SECTOR INSIGHT 09/12/2022
Discos Should Refund Communities for Transformers – NERC
The Nigerian Electricity Regulatory Commission (NERC) has insisted that communities or individuals who provide transformers for electricity distribution companies (DisCos) to enhance or fast-track their power supply must sign agreement with the DisCos before investing in the utility.
According to the Investment in Network Regulation, in case customers were so pressed to purchase a transformer for a DisCo, they must sign an agreement on the refund of the cost of the transformer.
Without an agreement prior to the asset transfer to the energy distributor, the utility company could claim it to be a donation.
NERC, Commissioner, Consumer Affairs, Aisha Mahmud made this known at the ongoing AEDC Customer Complaints Resolution Meeting in Abuja yesterday.
“They go about making all sorts of investments and at the end of the day the DisCos will say it is a donation to them because there is no agreement,” said the commissioner.
Speaking with reporters on the sidelines of the meeting, she said the tariff customer pays has already provided for return on investment for the DisCos.
This implies that it would be double payments from the customers if they are not refunded for additional investment in the network.
“What we expect from the utility is to use their IGR, that is what they get from consumers or rather their shareholders investment they can invest to buy those assets or they can borrow from banks also to purchase the asset,” she said.
Mahmud added: “The commission came up with a regulation that we call investment in the network regulation. In the event that a customer has to purchase a transformer, it has to be done through an agreement.
“They have to sign an agreement with the utility, stating when and how the customer will be refunded because the customer has to be refunded the cost of that transformer.
“And the agreement should be like any other standard international agreement with a dispute resolution clause and all other clauses that are in a standard agreement.”
“The reason why we allow this is because as the tariff that we provided for the utility we allow for what is called return on capital.”
Mahmud said most customers’ complaints were about metering, stressing that many have written to NERC expressing their readiness to pay the approved tariff but that they need meters to measure their consumption.
She said the DisCos and World Bank were in the procurement process of phase one of the National Mass Metering Programme that is targeted at metering four million customers in the first phase.
She noted that there were other options that the NERC had given to the DisCos to meter their customers.
Meanwhile, the Abuja Electricity Distribution Company (AEDC) Managing Director, Mr. Adeoye Fadeyibi, has urged customers who are investing in the network to notify the company for proper documentation and agreements.
Represented by Dr. Olajumoke Delana, the AEDC boss said the firm was also taking advantage of the embedded regulation to improve its services to customers.
He noted that the firm was already looking forward to resolving the issues that the commission raised about metering, quality of service and others.
Speaking, NERC Commissioner Planning, Research and Strategy, Dr. Yusuf Ali noted that there has been a 50 per cent shortfall in DisCos remittances to the Market Operator of the Transmission Company of Nigeria (TCN).
He said whereas the utility companies were expected to remit about N120billion monthly, they have been paying half of the amount.
His words: “I want to use this platform to solicit support from all the consumers. If you look at the amount of energy supplied in Nigeria on a monthly basis, the revenue expectation from that energy is about N120 billion monthly but based on data in the last two three years, the revenue that is coming in is just half of that.”
He revealed that NERC has always urged the DisCos to be more methodical in the allocation of the scarce energy.
According to him, it is difficult to separate residential customers from commercial customers because of their mix-up in location.
He said it was part of the reasons affecting the appropriate billing for the different categories of customers.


Exercise objective
Where in the data does the word "name" appear? Find those lines and copy them.

[Items from a dataset]
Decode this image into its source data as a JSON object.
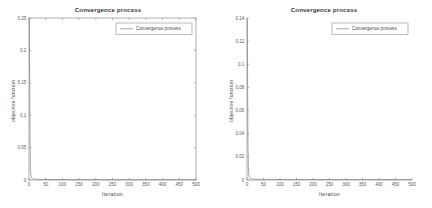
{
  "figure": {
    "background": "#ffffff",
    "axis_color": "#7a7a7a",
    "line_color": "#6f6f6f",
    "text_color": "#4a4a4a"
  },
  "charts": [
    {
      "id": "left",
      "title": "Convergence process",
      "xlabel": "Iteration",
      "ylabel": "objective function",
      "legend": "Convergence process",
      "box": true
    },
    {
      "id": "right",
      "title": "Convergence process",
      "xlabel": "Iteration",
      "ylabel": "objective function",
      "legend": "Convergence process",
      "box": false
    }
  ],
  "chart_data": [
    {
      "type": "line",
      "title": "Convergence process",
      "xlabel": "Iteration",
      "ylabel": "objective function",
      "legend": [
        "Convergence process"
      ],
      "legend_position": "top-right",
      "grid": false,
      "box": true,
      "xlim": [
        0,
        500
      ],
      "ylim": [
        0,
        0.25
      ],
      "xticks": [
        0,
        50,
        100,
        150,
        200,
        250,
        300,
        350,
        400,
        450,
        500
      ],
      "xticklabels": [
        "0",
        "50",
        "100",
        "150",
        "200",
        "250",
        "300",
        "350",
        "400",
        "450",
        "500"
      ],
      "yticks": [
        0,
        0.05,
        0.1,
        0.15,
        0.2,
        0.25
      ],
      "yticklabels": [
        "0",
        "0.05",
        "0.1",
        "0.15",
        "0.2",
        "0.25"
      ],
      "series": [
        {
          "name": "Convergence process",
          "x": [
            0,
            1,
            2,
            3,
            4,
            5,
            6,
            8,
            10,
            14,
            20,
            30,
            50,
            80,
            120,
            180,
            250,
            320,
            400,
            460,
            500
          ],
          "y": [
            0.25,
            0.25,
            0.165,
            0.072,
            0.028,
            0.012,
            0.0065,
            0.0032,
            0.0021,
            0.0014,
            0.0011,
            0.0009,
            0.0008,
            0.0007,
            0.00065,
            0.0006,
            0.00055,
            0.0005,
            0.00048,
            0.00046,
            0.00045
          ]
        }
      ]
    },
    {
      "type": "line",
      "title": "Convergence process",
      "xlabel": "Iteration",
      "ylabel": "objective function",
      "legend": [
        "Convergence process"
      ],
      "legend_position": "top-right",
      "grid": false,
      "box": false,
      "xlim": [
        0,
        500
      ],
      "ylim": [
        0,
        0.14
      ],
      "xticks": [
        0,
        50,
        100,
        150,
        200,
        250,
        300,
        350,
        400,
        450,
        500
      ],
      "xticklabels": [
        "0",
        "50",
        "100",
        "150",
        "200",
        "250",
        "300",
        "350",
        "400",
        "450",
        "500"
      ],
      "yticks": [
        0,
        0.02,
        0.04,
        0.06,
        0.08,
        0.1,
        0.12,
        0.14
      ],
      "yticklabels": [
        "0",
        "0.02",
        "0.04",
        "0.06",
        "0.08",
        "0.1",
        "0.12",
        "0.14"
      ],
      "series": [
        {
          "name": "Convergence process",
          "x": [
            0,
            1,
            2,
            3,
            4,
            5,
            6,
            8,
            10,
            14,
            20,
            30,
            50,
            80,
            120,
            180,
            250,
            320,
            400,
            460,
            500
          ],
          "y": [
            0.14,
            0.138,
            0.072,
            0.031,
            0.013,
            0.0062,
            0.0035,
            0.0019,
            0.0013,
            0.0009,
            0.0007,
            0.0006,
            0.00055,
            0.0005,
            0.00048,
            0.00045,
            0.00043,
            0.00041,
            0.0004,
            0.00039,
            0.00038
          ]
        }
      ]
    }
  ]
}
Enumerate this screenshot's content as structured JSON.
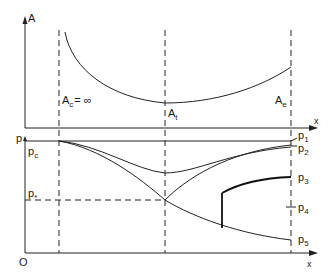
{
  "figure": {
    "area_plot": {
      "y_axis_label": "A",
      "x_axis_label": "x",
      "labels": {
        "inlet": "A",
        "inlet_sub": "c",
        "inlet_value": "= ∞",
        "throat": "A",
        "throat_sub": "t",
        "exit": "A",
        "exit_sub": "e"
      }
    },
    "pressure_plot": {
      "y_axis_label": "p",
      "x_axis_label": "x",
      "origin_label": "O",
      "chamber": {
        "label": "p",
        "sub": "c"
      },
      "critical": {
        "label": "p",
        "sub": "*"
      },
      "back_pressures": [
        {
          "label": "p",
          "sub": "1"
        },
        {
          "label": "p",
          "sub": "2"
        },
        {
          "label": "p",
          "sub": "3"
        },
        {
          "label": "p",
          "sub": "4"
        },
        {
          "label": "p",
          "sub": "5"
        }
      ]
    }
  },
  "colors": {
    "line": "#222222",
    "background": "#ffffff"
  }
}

* * *

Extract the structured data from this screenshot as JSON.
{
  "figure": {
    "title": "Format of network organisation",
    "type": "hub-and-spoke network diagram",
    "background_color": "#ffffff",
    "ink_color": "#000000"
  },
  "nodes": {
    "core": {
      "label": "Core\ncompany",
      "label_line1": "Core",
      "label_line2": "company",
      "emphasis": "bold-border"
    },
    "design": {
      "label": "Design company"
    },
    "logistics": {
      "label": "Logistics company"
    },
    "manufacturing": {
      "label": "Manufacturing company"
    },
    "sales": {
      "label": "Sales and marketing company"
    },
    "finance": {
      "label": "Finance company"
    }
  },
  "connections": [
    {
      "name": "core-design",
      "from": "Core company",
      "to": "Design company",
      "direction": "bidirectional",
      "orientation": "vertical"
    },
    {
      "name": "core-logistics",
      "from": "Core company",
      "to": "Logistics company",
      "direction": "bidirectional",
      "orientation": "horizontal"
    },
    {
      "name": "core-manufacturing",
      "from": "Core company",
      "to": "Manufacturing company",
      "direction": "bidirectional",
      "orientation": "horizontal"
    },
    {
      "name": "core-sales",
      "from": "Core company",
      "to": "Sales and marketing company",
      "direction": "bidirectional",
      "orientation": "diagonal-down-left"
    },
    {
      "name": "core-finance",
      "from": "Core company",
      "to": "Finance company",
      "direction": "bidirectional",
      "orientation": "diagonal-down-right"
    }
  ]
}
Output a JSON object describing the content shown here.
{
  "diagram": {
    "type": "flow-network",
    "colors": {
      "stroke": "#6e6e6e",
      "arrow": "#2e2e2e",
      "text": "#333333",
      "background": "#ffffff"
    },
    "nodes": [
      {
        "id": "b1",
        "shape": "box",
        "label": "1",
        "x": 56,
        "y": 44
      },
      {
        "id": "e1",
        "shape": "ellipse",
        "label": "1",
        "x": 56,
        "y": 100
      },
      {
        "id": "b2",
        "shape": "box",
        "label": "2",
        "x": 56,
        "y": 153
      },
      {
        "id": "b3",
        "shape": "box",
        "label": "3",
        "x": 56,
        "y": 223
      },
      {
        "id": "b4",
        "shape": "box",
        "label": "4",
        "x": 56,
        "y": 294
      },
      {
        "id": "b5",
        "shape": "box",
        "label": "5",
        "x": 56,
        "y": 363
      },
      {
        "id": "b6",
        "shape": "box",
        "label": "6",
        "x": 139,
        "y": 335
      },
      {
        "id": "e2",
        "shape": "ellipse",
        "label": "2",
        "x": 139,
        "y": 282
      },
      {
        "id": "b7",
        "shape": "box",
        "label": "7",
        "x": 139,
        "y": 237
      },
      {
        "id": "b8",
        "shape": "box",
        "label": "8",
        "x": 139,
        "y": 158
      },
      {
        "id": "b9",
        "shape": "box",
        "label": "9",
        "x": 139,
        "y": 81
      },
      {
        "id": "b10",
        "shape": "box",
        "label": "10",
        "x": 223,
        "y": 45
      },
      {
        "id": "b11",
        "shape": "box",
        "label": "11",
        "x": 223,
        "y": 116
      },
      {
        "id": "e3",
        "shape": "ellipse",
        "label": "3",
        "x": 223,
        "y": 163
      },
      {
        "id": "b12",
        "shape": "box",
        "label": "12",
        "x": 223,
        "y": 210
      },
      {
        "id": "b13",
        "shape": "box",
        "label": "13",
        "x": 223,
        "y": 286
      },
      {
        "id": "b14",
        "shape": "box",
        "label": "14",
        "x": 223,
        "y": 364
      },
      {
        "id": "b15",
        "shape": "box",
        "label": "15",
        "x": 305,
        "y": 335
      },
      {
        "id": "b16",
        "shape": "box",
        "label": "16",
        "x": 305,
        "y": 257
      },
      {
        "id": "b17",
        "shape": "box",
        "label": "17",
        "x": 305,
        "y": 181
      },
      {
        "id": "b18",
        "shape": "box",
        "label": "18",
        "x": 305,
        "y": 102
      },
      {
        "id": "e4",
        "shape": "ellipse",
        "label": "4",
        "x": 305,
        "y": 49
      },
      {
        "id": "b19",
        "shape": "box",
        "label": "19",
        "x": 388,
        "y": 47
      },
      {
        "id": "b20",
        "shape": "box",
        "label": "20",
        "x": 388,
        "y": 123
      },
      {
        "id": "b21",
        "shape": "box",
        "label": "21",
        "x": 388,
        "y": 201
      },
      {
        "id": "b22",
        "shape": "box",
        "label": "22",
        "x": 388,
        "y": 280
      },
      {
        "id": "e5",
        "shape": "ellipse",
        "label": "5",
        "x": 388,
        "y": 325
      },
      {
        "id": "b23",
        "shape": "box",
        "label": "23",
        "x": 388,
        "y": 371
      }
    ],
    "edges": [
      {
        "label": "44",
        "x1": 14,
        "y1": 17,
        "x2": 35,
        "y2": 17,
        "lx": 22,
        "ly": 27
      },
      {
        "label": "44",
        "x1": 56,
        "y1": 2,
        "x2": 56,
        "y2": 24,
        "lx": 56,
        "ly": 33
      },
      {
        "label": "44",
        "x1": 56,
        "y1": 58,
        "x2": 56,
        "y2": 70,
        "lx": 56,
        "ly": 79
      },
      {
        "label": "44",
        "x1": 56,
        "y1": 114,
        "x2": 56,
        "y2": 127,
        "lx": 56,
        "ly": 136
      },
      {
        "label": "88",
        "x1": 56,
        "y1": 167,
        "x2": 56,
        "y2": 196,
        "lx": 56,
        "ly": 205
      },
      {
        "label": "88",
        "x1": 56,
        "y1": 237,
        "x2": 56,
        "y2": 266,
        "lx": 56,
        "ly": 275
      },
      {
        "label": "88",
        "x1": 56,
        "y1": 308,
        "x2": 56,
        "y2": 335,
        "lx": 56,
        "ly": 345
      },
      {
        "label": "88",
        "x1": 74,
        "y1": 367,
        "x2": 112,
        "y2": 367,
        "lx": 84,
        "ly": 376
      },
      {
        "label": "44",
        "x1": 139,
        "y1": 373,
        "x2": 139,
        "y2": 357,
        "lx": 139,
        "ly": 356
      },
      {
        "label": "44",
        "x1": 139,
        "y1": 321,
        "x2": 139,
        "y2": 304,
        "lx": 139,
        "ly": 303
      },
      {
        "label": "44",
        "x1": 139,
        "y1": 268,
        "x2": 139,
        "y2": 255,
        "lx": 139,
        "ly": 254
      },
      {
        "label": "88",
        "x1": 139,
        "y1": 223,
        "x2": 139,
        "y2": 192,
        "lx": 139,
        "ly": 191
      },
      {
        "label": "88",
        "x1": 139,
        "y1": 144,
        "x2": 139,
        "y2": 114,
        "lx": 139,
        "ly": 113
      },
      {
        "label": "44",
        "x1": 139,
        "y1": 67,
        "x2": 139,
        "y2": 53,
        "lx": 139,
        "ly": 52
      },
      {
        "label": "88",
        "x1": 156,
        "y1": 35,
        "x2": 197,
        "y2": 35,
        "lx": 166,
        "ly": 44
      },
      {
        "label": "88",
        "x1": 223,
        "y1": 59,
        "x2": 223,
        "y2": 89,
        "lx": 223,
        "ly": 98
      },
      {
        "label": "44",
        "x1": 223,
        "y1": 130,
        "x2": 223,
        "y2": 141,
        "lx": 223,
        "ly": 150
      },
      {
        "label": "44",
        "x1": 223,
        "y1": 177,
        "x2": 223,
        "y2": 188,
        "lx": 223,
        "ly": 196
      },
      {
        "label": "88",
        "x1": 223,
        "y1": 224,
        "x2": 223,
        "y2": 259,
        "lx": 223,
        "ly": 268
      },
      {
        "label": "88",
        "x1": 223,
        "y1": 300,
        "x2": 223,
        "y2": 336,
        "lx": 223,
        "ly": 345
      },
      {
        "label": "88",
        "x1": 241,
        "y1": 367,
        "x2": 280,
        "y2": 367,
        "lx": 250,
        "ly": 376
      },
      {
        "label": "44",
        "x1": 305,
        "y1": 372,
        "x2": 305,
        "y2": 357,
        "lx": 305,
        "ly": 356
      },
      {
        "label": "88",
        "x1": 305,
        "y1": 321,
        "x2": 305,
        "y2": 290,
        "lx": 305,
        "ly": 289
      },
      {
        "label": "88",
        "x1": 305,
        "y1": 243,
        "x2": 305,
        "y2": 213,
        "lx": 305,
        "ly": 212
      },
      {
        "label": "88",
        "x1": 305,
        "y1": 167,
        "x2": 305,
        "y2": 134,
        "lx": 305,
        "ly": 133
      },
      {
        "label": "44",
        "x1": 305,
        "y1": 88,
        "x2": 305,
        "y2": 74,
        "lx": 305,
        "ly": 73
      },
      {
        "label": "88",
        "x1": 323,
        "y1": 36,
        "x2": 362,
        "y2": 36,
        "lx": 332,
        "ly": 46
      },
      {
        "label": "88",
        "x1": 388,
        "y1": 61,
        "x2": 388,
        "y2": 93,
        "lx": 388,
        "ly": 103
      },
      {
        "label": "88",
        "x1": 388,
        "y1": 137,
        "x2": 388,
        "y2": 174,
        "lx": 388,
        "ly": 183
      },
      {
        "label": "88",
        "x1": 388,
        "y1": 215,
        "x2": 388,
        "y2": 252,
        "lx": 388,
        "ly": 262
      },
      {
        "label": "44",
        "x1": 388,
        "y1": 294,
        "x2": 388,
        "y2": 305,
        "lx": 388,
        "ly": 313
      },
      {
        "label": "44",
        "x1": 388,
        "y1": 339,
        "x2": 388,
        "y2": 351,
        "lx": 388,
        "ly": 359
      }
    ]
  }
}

Answer below
          "name": "Convergence process",
          "name": "Convergence process",
      "name": "core-design",
      "name": "core-logistics",
      "name": "core-manufacturing",
      "name": "core-sales",
      "name": "core-finance",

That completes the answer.